(Updated 26.04.18)

Module Outline

Our module seeks to answer a fundamental question: `What makes art modern?` In pursuit of this question, we will concentrate on key strands of European modern art in the first decades of the twentieth century, such as Futurism, German Expressionism, Constructivism, and Surrealism. And we shall consider several topics: how the excitement for and fear of new technologies influenced the art of the period; the intersections between art, mass media, and consumer culture; the impact of one of the most traumatic events in history, the first World War, on artists and their art-making; and how painters at this time were increasingly dazzled by the possibility of an entirely non-representational or non-objective art. We will re-examine and unpack such iconic works as Boccioni’s Unique Forms of Continuity in Space, Kirchner’s series on the city, Brancusi’s Bird in Space, Kandinsky’s Compositions and Malevich’s Black Square..

The aims of this module are:

1. to develop a greater understanding of key developments in modern European art from the 1900s through c. 1940;
2. to introduce students to artworks from this period and to the comparative study of modernism across European countries;
3. to expose students to debates in past and recent literature about the interpretation of modern European art from the first half of the 20th century;
4. to raise students` awareness of different methods for analysing works of art;
5. to stimulate students to develop skills in written communication through essay and oral communication and debate in seminars.

Learning outcomes

By the end of this module the student should have:

1. a greater appreciation and richer understanding of early 20th-century modern European art;
2. insight into different methods of art-historical investigation that have been used to analyse modern European art from this period;
3. some experience in textual analysis relevant to artworks and theoretical debates from this period;
4. an ability to demonstrate all of these competences through one coursework essay of 3,000 words and an unseen examination.

By the end of the module, students should also have acquired a set of transferable skills, and in particular be able to:

1. define the task in which they are engaged and exclude what is irrelevant;
2. seek and organise the most relevant discussions and sources of information;
3. process a large volume of diverse and sometimes conflicting arguments;
4. compare and evaluate different arguments and assess the limitations of their own position or procedure;
5. write and present verbally a succinct and precise account of positions, arguments, and their presuppositions and implications;
6. be sensitive to the positions of others and communicate their own views in ways that are accessible to them;
7. think 'laterally' and creatively (i.e., to explore interesting connections and possibilities, and to present these clearly rather than as vague hunches);
8. maintain intellectual flexibility and revise their own position based on feedback;
9. think critically and constructively.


*Problem to solve:*
From the entries below, extract every line that includes the word "render".

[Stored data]
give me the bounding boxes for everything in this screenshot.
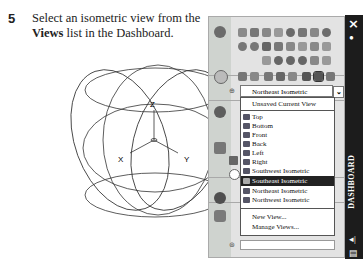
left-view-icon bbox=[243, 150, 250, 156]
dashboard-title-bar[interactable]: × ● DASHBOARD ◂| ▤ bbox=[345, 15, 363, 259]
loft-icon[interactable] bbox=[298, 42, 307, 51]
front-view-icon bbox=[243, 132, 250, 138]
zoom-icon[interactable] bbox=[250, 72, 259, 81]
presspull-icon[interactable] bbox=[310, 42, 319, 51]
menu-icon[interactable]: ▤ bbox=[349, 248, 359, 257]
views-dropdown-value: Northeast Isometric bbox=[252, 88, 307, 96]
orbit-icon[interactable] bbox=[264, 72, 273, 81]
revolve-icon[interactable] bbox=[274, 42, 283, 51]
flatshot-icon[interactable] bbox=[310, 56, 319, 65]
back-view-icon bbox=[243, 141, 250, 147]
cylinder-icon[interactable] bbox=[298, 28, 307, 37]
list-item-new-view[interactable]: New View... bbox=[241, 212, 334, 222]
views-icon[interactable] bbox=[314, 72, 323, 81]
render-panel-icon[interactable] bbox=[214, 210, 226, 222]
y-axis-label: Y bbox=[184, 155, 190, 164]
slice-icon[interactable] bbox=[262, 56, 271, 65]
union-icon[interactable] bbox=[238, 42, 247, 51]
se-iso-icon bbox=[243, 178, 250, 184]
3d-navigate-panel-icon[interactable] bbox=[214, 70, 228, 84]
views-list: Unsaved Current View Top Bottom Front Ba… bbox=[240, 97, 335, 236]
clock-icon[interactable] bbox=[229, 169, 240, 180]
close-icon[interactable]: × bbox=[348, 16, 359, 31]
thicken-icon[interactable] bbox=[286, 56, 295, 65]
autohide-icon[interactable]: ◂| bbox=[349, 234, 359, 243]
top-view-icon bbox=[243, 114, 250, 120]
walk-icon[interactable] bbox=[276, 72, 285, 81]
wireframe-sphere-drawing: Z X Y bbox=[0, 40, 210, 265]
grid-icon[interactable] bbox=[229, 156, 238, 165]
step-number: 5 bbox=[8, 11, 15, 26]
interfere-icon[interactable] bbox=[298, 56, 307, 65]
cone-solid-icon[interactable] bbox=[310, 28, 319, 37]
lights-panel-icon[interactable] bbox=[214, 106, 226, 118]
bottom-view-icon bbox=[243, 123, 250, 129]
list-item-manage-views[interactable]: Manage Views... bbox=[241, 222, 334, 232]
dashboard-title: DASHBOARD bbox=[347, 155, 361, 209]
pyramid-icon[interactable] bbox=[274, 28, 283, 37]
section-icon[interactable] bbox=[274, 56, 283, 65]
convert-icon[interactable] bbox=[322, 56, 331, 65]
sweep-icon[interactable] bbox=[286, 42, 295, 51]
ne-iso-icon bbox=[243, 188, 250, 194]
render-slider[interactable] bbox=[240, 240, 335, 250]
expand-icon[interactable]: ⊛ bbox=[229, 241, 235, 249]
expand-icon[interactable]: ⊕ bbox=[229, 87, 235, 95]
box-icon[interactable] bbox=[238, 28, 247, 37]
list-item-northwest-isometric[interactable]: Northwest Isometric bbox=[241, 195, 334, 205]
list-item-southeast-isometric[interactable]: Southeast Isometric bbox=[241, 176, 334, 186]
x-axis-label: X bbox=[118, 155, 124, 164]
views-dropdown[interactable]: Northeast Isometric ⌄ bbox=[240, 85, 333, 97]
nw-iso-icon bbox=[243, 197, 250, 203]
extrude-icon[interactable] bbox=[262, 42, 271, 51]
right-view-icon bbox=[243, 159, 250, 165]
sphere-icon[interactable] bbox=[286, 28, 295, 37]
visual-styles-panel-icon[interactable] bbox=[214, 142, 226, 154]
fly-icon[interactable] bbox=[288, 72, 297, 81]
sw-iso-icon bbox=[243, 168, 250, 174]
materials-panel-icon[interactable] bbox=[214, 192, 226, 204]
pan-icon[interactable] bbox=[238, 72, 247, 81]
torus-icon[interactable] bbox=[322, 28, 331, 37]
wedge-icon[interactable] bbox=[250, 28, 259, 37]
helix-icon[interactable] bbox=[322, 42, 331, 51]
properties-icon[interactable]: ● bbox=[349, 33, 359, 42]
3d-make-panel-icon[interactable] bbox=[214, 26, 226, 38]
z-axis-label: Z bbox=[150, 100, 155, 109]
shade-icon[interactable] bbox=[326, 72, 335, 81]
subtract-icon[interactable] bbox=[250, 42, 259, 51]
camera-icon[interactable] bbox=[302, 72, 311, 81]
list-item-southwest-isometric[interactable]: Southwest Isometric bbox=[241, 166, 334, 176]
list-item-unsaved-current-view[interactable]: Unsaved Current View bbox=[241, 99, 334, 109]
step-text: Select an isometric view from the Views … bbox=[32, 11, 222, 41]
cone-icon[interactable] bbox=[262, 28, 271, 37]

---

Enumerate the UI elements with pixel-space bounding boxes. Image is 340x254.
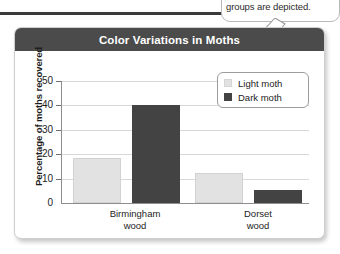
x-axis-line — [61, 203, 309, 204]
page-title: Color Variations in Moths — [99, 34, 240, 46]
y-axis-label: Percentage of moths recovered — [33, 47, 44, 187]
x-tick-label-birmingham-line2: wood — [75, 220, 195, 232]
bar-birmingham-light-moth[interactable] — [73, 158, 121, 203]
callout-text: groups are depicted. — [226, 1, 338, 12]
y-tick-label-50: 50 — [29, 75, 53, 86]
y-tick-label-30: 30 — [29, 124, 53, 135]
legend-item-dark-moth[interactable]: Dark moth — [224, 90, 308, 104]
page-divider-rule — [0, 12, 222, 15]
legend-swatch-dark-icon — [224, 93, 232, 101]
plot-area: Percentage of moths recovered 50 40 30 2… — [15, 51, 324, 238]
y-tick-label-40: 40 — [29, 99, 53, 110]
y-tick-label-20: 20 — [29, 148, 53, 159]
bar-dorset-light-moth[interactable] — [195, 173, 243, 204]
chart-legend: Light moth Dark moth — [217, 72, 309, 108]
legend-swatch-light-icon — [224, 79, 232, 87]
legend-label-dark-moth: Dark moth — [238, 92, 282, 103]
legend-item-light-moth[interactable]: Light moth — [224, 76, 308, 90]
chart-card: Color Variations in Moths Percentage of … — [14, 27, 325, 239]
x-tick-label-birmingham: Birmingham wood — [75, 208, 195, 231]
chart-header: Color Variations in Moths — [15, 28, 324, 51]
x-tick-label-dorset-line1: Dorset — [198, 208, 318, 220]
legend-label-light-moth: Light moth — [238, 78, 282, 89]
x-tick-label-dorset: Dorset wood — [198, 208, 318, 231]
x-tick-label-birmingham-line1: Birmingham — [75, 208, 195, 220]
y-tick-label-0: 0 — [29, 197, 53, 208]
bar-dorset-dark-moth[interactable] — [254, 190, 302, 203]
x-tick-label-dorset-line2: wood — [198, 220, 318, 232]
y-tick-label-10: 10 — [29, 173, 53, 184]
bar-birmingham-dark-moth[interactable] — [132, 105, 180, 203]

*The completed task:*
render-panel-icon[interactable] bbox=[214, 210, 226, 222]
render-slider[interactable] bbox=[240, 240, 335, 250]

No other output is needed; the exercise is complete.